--- START ---

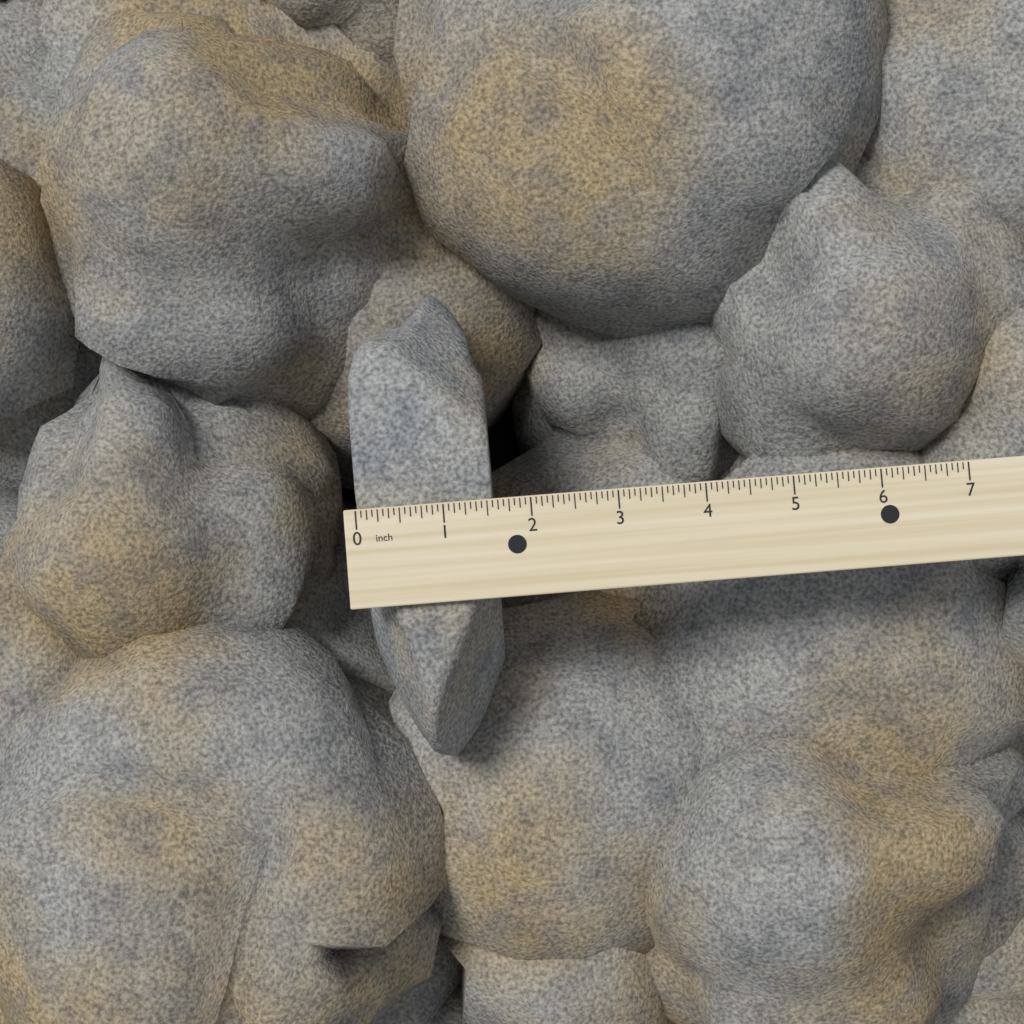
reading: 1.5625 inch
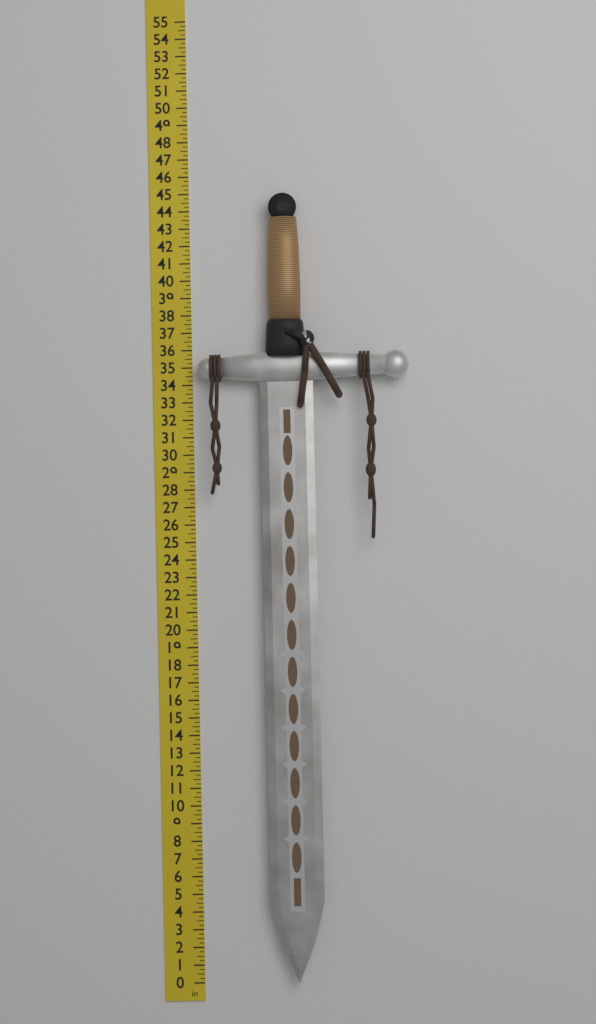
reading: 44.75 in
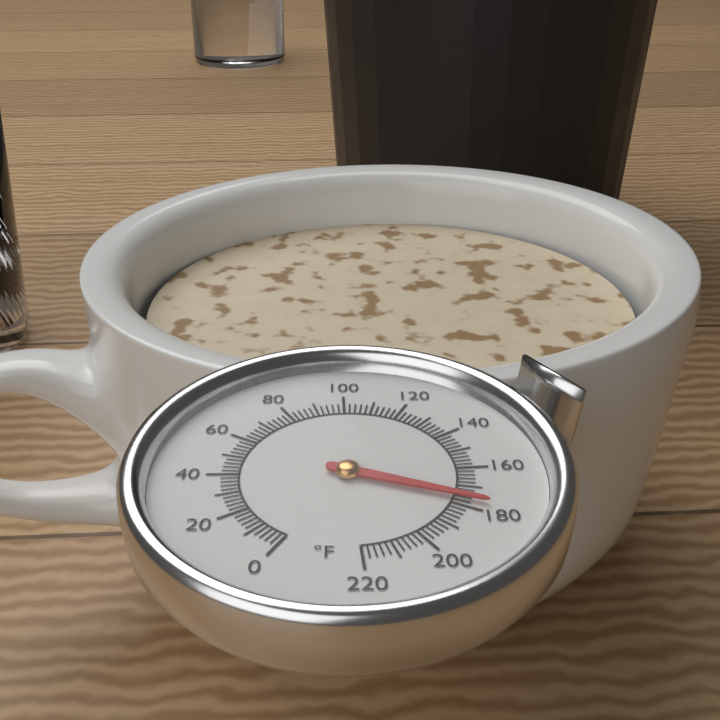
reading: 176 °F
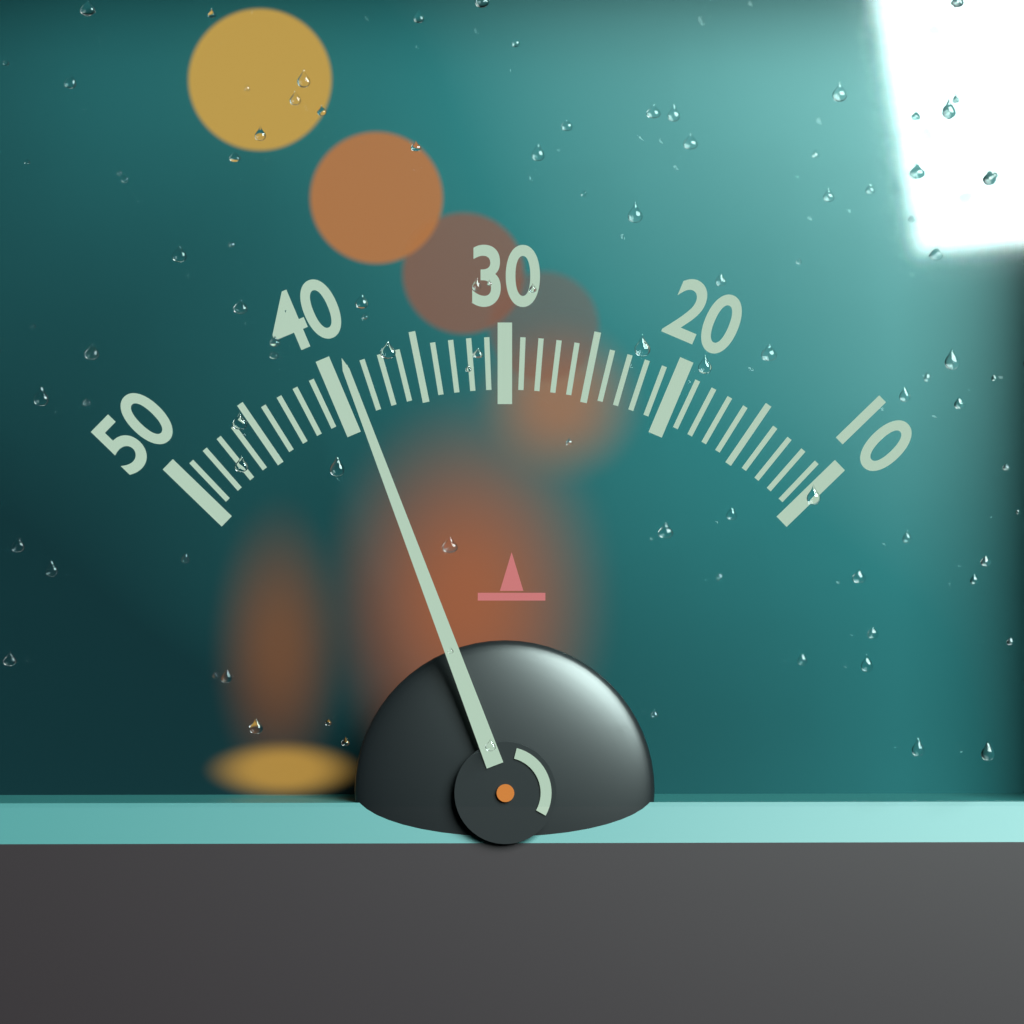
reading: 39 (no unit)
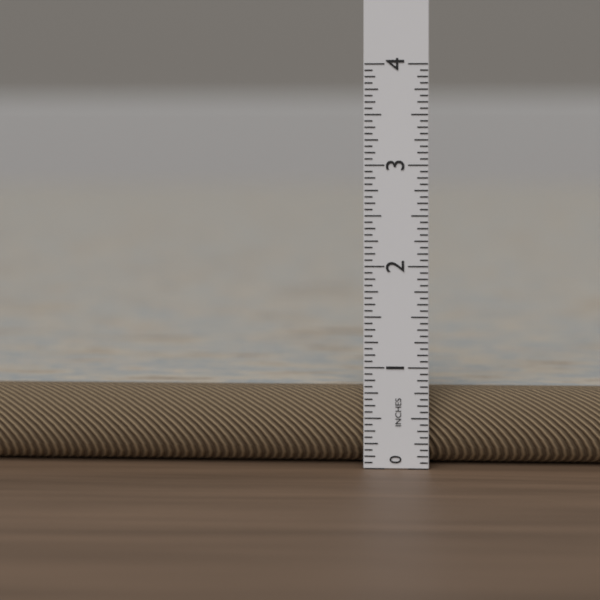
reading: 0.7500 in
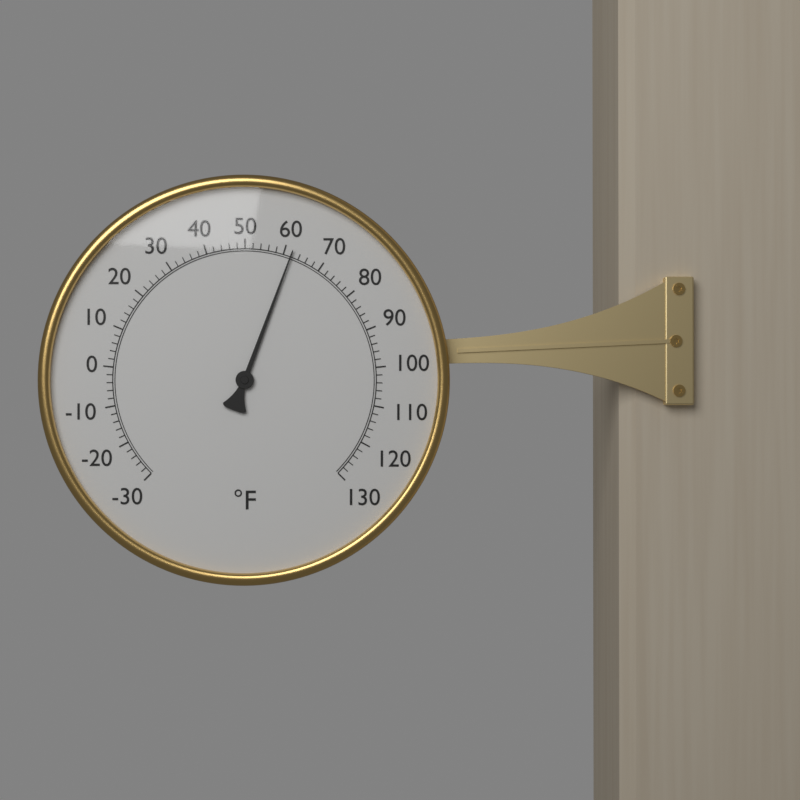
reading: 62 °F
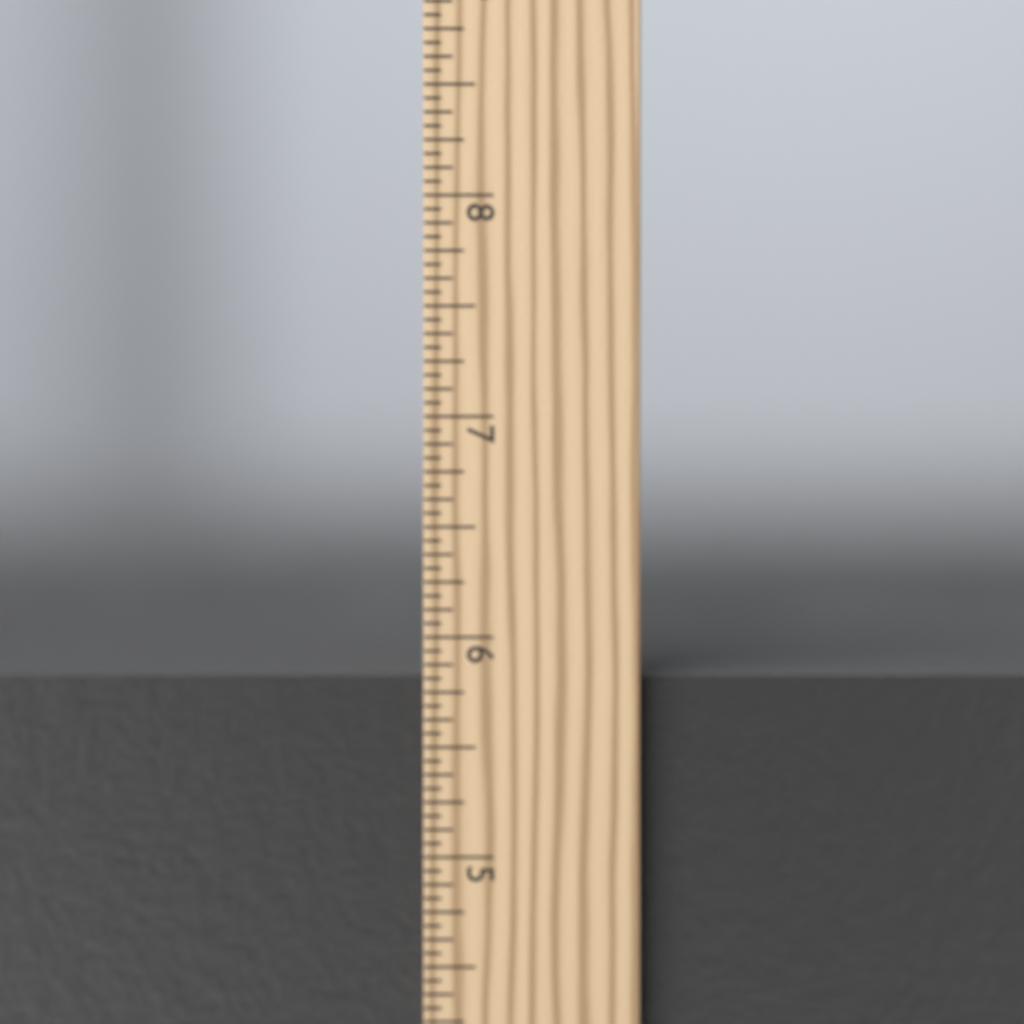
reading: 5.8125 in
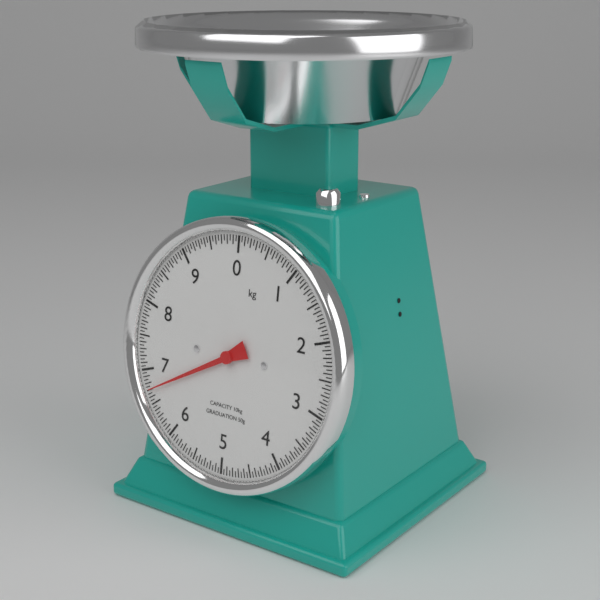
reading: 6.70 kg
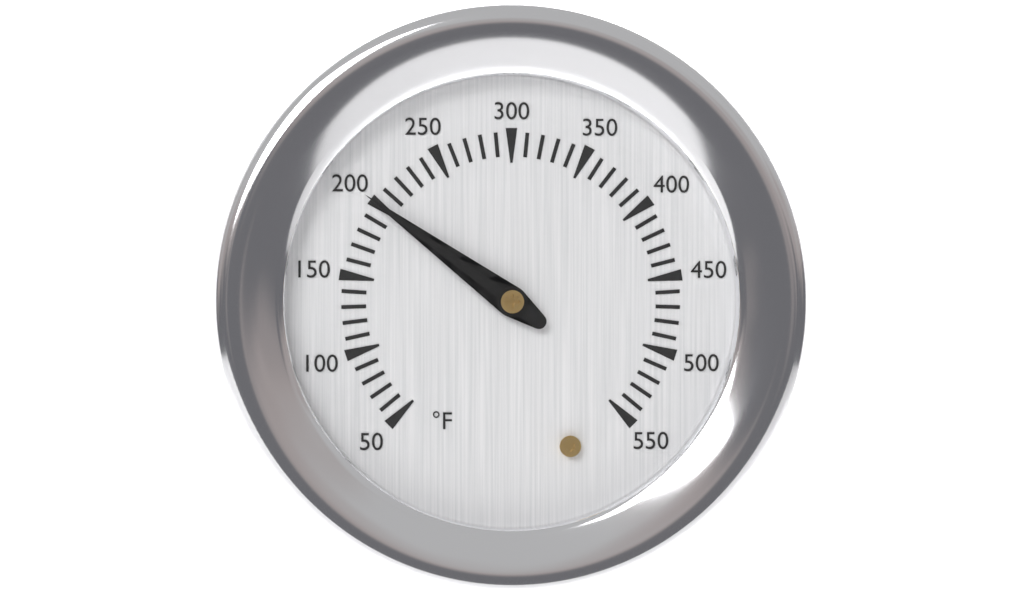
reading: 200 °F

--- END ---

An unaltered copy of the material, without images, should be set down.

Written answer:
reading: 1.5625 inch
reading: 44.75 in
reading: 176 °F
reading: 39 (no unit)
reading: 0.7500 in
reading: 62 °F
reading: 5.8125 in
reading: 6.70 kg
reading: 200 °F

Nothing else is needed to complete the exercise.